Other teams had tried boiling this plant into a tea. It didn’t work well.
Tu noticed a tiny line in a 4th-century text: “Soak the qinghao in cold water, wring out the juice, drink it all.” No boiling. No high heat.
She had a thought that would change medical history: What if heat was destroying the active ingredient?
In a small, under-equipped lab, she tried a different method—extracting the plant’s essence at low temperature with ether. The results were stunning. In mice infected with malaria, the parasite counts collapsed. In monkeys, the same.

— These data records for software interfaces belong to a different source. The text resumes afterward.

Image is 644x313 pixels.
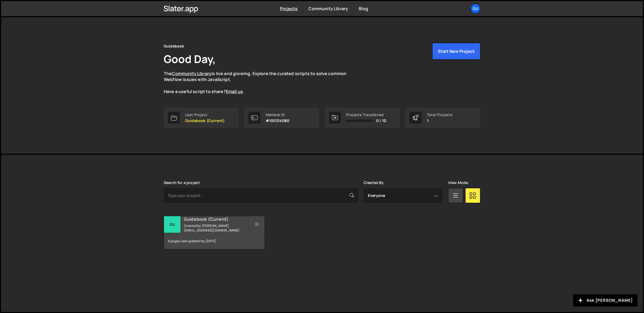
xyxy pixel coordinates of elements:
[427,113,453,117] div: Total Projects
[185,113,225,117] div: Last Project
[309,5,348,12] a: Community Library
[164,52,216,66] h1: Good Day,
[164,234,265,249] div: 6 pages, last updated by [DATE]
[266,113,289,117] div: Member ID
[280,5,298,12] a: Projects
[164,43,184,49] div: Guidebook
[359,5,368,12] a: Blog
[164,216,265,249] a: Gu Guidebook (Current) Created by [PERSON_NAME][EMAIL_ADDRESS][DOMAIN_NAME] 6 pages, last updated...
[432,43,481,60] button: Start New Project
[346,113,386,117] div: Projects Transferred
[266,118,289,123] p: #100314080
[364,181,384,185] label: Created By
[377,118,386,123] span: 0 / 10
[172,71,212,77] a: Community Library
[185,118,225,123] p: Guidebook (Current)
[226,89,243,94] a: Email us
[164,107,239,128] a: Last Project Guidebook (Current)
[164,217,181,234] div: Gu
[184,224,248,233] small: Created by [PERSON_NAME][EMAIL_ADDRESS][DOMAIN_NAME]
[448,181,468,185] label: View Mode
[471,4,481,13] a: Gu
[573,294,638,307] button: Ask [PERSON_NAME]
[427,118,453,123] p: 1
[164,71,357,95] p: The is live and growing. Explore the curated scripts to solve common Webflow issues with JavaScri...
[164,181,200,185] label: Search for a project
[164,188,358,203] input: Type your project...
[184,217,248,222] h2: Guidebook (Current)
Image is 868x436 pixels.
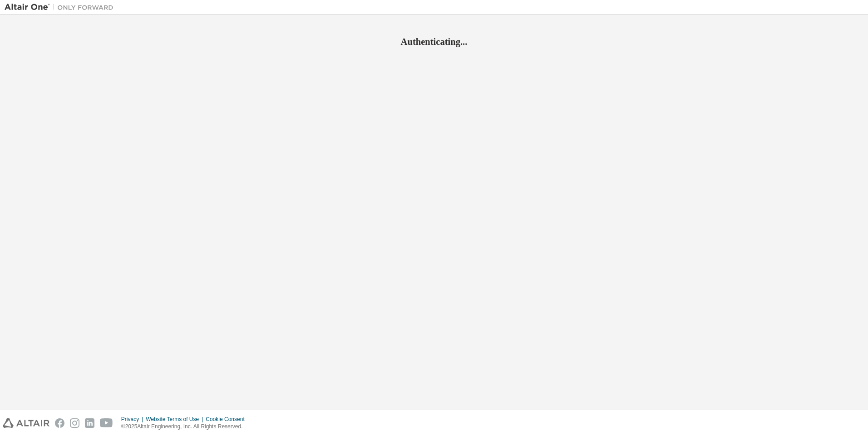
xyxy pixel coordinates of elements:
[121,423,250,431] p: © 2025 Altair Engineering, Inc. All Rights Reserved.
[3,419,49,428] img: altair_logo.svg
[145,416,205,423] div: Website Terms of Use
[205,416,250,423] div: Cookie Consent
[70,419,79,428] img: instagram.svg
[5,36,863,47] h2: Authenticating...
[121,416,145,423] div: Privacy
[55,419,65,428] img: facebook.svg
[5,3,118,12] img: Altair One
[85,419,94,428] img: linkedin.svg
[100,419,113,428] img: youtube.svg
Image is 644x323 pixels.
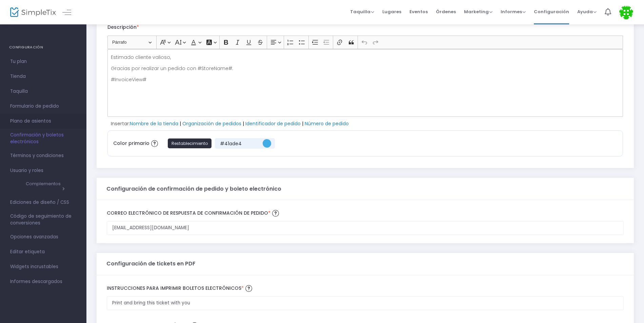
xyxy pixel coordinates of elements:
span: Marketing [464,9,492,15]
span: Taquilla [350,9,374,15]
span: #41ade4 [218,140,259,147]
div: Barra de herramientas del editor [107,36,623,49]
span: Opciones avanzadas [10,232,76,242]
input: Ingrese el correo electrónico [107,221,623,235]
span: Términos y condiciones [10,151,76,160]
button: Complementos [10,181,76,192]
span: Párrafo [112,38,148,46]
span: Insertar: [111,120,130,127]
font: Correo electrónico de respuesta de confirmación de pedido [107,209,268,216]
p: Gracias por realizar un pedido con #StoreName#. [111,65,620,72]
span: Lugares [382,3,401,20]
span: Confirmación y boletos electrónicos [10,131,76,145]
span: Nombre de la tienda [130,120,178,127]
span: Informes descargados [10,277,76,286]
span: Órdenes [435,3,456,20]
button: Párrafo [109,37,155,48]
span: Configuración [534,3,569,20]
span: Tienda [10,72,76,81]
span: Organización de pedidos [182,120,241,127]
font: Color primario [113,140,149,146]
span: | [300,120,304,127]
span: Informes [500,9,526,15]
span: Formulario de pedido [10,102,76,111]
font: Instrucciones para imprimir boletos electrónicos [107,285,241,291]
div: Editor de texto enriquecido, principal [107,49,623,116]
span: Tu plan [10,57,76,66]
span: Editar etiqueta [10,247,76,256]
span: | [178,120,182,127]
span: Eventos [409,3,427,20]
img: question-mark [272,210,279,216]
input: Aparece en la parte superior de los boletos electrónicos [107,296,623,310]
span: Código de seguimiento de conversiones [10,213,76,227]
span: Plano de asientos [10,116,76,126]
h4: CONFIGURACIÓN [9,41,77,54]
span: Widgets incrustables [10,262,76,271]
button: Restablecimiento [168,138,211,148]
kendo-colorpicker: #41ade4 [259,138,271,149]
h3: Configuración de tickets en PDF [106,261,195,266]
img: question-mark [151,140,158,147]
span: Ayuda [577,9,596,15]
font: Descripción [107,24,137,30]
span: Usuario y roles [10,166,76,175]
span: Número de pedido [304,120,349,127]
span: Taquilla [10,87,76,96]
span: | [241,120,245,127]
span: Ediciones de diseño / CSS [10,198,76,207]
p: #InvoiceView# [111,76,620,83]
font: Complementos [26,180,61,187]
img: question-mark [245,285,252,291]
p: Estimado cliente valioso, [111,54,620,61]
h3: Configuración de confirmación de pedido y boleto electrónico [106,186,281,192]
span: Identificador de pedido [245,120,300,127]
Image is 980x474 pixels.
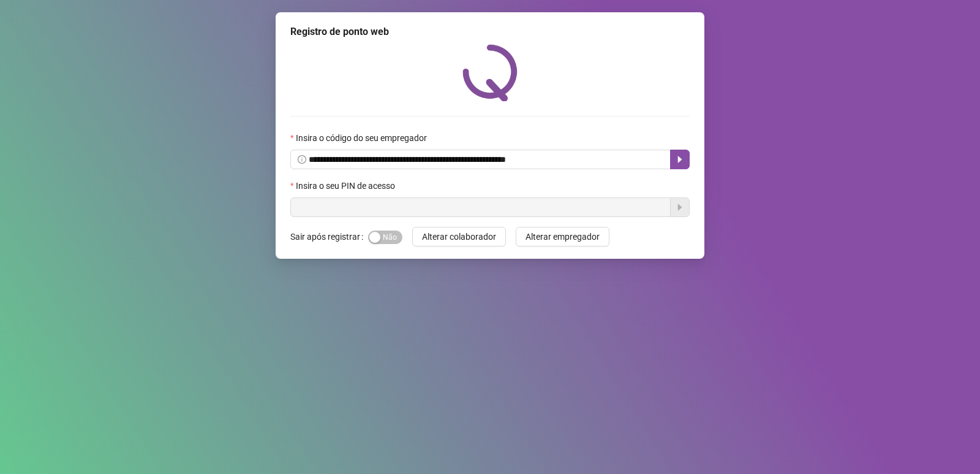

Then came the hardest part.
Tu volunteered to be the first human subject. There were no guarantees. But she drank the extract herself to prove it was safe, then moved on to patients. The fevers broke. Lives were saved. She and her team isolated the active compound, named it qinghaosu—artemisinin—and quietly published the work.
It took decades for the world to fully recognize what she'd done.
Today, artemisinin-based therapies are the frontline treatment for malaria worldwide, credited with saving millions of lives, especially in the Global South.
In 2015, Tu Youyou received the Nobel Prize in Physiology or Medicine—the first Chinese woman to win a Nobel in science. The world finally caught up to what a woman, hunched over ancient texts and dusty lab benches, had already proven:
Sometimes, to save the future, you have to listen carefully to the past.